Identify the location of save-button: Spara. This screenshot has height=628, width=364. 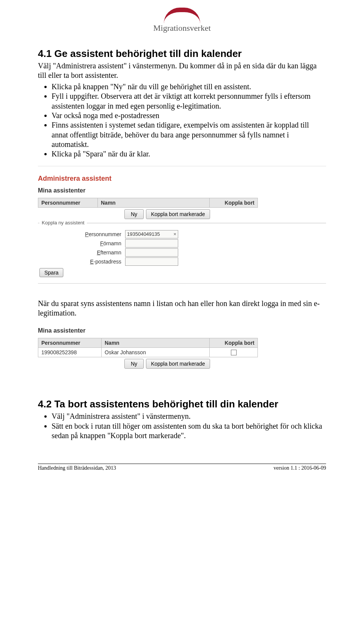
(52, 273).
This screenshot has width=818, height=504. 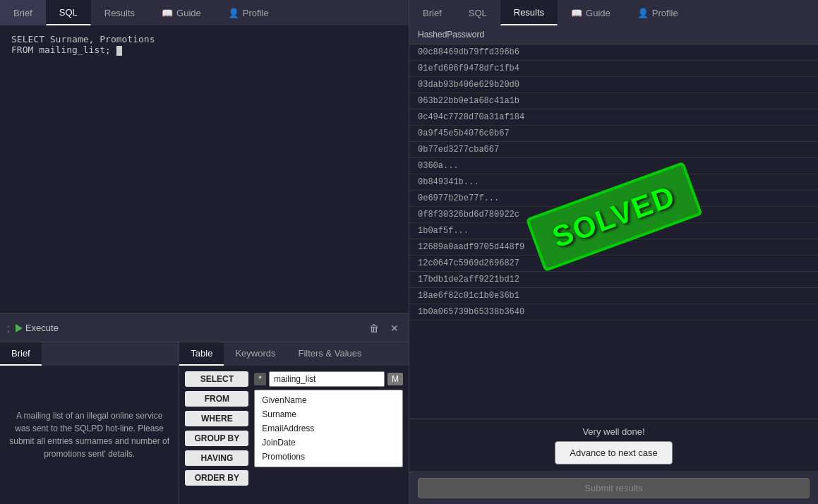 I want to click on hashed-password-header: HashedPassword, so click(x=614, y=35).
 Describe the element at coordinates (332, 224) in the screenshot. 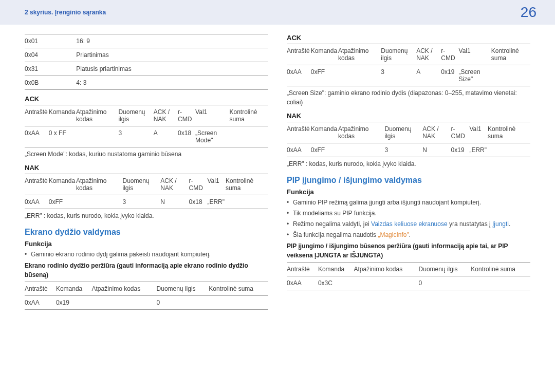

I see `text: Režimo negalima valdyti, jei` at that location.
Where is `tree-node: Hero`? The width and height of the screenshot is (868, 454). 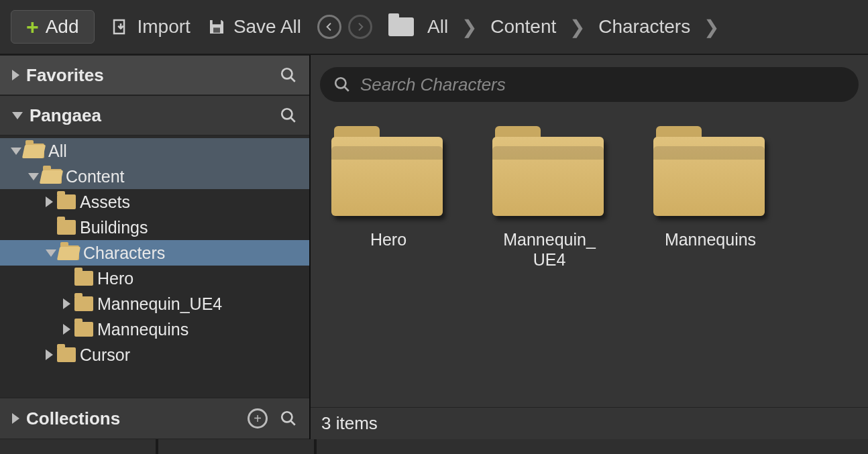
tree-node: Hero is located at coordinates (154, 278).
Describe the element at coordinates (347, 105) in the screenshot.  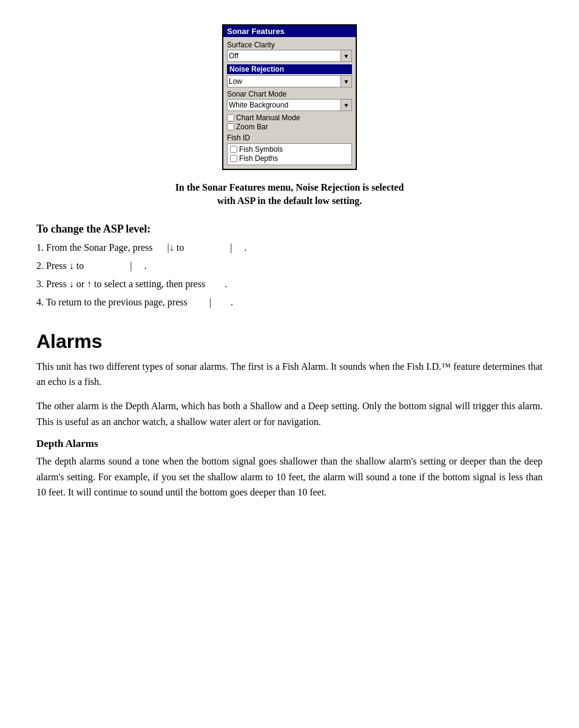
○ ○ ○ ○
[WHAT YOU NEED TO DO]
Skip the pictures and retype exactly the lines from the one that contains "is (868, 454)." to the last line of the records.

[TASK RESULT]
Where is `tree-node: Hero`? The width and height of the screenshot is (868, 454). 
tree-node: Hero is located at coordinates (154, 278).
Describe the element at coordinates (347, 105) in the screenshot.  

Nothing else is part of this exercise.